According to the official cosmological theory, the Sun should not explode. Not now, not in the future. However, there is still something to explode in our Galaxy and if the blast does not happen very far, then it will have very significant consequences for our planet.
For example, Alpha Centauri, located at a distance of 4.4 light years from us, will explode, and for several weeks, its brightness, visible from the Earth, will increase so much that it will be about 1/6 of the brightness of the Sun. It will “blaze” in the Southern Hemisphere both day and night. The ice cap of Antarctica will receive a powerful heat stroke and the melting of the southern glaciers will lead to a sharp rise in the ocean level, and a sharp temperature drop will lead to the formation of numerous tornadoes. As a result, coastal cities will simply be washed off the face of the planet.
But this will happen only a few days after the second sun appears in the sky. The inhabitants of the Southern Hemisphere will immediately experience a radiation shock. Alpha Centauri’s radiation will be of such power that the Earth’s magnetic field will not be able to stop. The Radiation, having reached the surface, will thoroughly spoil everything living on it if it does not kill us. The number of mutations will increase hundreds and thousands of times, the birth of a healthy child will become the same miracle as the birth of Siamese twins is now.
But that’s not all. About three decades after Alpha Centauri goes out, a cloud of dust and gas ejected by it will reach the solar system. This cloud will be so dense that the Sun will fade in our sky, its brightness will fall by half and a new ice age will begin on the planet.
Fortunately, Alpha Centauri falls short of a supernova. It is roughly equal in mass to the Sun. A more realistic candidate for this role is Sirius, 8 light years away from us, which is twice as heavy as our star. But you don’t have to worry too much about it either. The consequences of its explosion will be much milder – it will do without a particularly noticeable thermal shock and dust attack. We are also likely to withstand its radiation strike.
At 160 light-years from Earth, in the constellation Pegasus, is the closest red giant to us named Scheat (Beta Pegasi), its diameter is about 110 times greater than the sun. The age of such stars is short and is only a few hundred million years (for comparison, we recall that the dinosaurs died out 60 million years ago, and before that they reigned on the planet for almost 200 million years).
But Scheat is almost a toy, if you compare this star with the red giant Mira, which lives in the constellation Cetus at a distance of 230 light years from Earth. This celestial object is 420 times larger than our yellow star. If Mira were located in the center of our system, then Jupiter would orbit in close proximity to it. And this star can explode at any moment.
If we look even further, we will find more massive stars. At a distance of about 500 light years, there are three of them: Ras Algete from the constellation Hercules covers the diameter of the Sun by 500 times, Antares from Scorpio by 640 times, and Betelgeuse in Orion by 750 times. The diameter of the latter approaches the diameter of the orbit of Saturn, that is, this ball is slightly smaller in size than the entire solar system. And it is ready to explode at any moment.
Canadian scientists Dale Russell and Thacker Wallace explain the extinction of dinosaurs by a sharp increase in radiation from a supernova explosion close to Earth. According to them, the explosion caused a sharp cooling, and ultraviolet and X-ray radiation could increase hundreds of times in just a few days.
The explosion of Betelgeuse will entail much greater consequences. In our sky, for several months it will turn into a second moon, full and shining day and night. One consolation: the dust from Betelgeuse to the Earth will reach us for more than one thousand years. If humanity can survive the outbreak itself, then we will have time to prepare for the arrival of space debris.
And the explosion should happen literally any day. Betelgeuse, unlike many other red giants known to us, is already behaving extremely restlessly. It constantly pulsates, sometimes shrinking to the size of Ros Algete, then again expanding to its previous size. When, at the end of the last century, astronomers photographed the giant in the infrared range, it was found that the star is surrounded by a shell of gas, 400 times the size of the solar system. This may indicate that the transformation of the supergiant into a supernova has already begun. The collapse should be expected in the coming years.
There is a version that Betelgeuse has already exploded several centuries ago. Now the shock wave of superhard radiation from it is flying towards us, and its flight is almost 600 years old.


- **What to produce**:
Look for "Locate an element on the screen. Image" in the entries below. Write out that line and all later lines exactly, ending with the final one.

[Stored items]
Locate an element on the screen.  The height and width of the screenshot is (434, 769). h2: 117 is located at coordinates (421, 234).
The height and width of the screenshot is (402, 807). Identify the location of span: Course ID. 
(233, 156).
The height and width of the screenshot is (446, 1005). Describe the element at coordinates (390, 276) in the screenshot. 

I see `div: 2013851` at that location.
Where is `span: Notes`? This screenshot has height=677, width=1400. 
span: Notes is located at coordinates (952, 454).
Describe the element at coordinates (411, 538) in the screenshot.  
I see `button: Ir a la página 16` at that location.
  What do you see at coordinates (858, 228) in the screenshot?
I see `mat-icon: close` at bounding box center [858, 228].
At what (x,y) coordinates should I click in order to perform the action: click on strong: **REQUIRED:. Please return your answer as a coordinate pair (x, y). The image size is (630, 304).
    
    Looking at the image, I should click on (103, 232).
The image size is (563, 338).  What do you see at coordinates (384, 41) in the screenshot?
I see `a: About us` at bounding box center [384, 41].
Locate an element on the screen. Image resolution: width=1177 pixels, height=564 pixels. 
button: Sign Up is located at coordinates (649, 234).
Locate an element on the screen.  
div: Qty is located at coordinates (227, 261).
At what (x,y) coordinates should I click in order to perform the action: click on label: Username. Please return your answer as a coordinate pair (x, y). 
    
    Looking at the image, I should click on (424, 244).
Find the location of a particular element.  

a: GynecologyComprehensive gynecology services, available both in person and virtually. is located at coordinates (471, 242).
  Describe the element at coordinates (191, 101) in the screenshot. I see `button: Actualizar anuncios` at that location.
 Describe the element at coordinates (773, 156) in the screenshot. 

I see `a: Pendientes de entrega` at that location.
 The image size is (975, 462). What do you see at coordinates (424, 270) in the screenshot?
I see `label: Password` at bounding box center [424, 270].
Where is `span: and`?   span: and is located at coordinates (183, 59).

- **Exercise output**:
Locate an element on the screen. Image resolution: width=1177 pixels, height=564 pixels. 
button: Sign Up is located at coordinates (649, 234).
Locate an element on the screen.  
div: Qty is located at coordinates (227, 261).
At what (x,y) coordinates should I click in order to perform the action: click on label: Username. Please return your answer as a coordinate pair (x, y). 
    
    Looking at the image, I should click on (424, 244).
Find the location of a particular element.  

a: GynecologyComprehensive gynecology services, available both in person and virtually. is located at coordinates (471, 242).
  Describe the element at coordinates (191, 101) in the screenshot. I see `button: Actualizar anuncios` at that location.
 Describe the element at coordinates (773, 156) in the screenshot. 

I see `a: Pendientes de entrega` at that location.
 The image size is (975, 462). What do you see at coordinates (424, 270) in the screenshot?
I see `label: Password` at bounding box center [424, 270].
Where is `span: and`?   span: and is located at coordinates (183, 59).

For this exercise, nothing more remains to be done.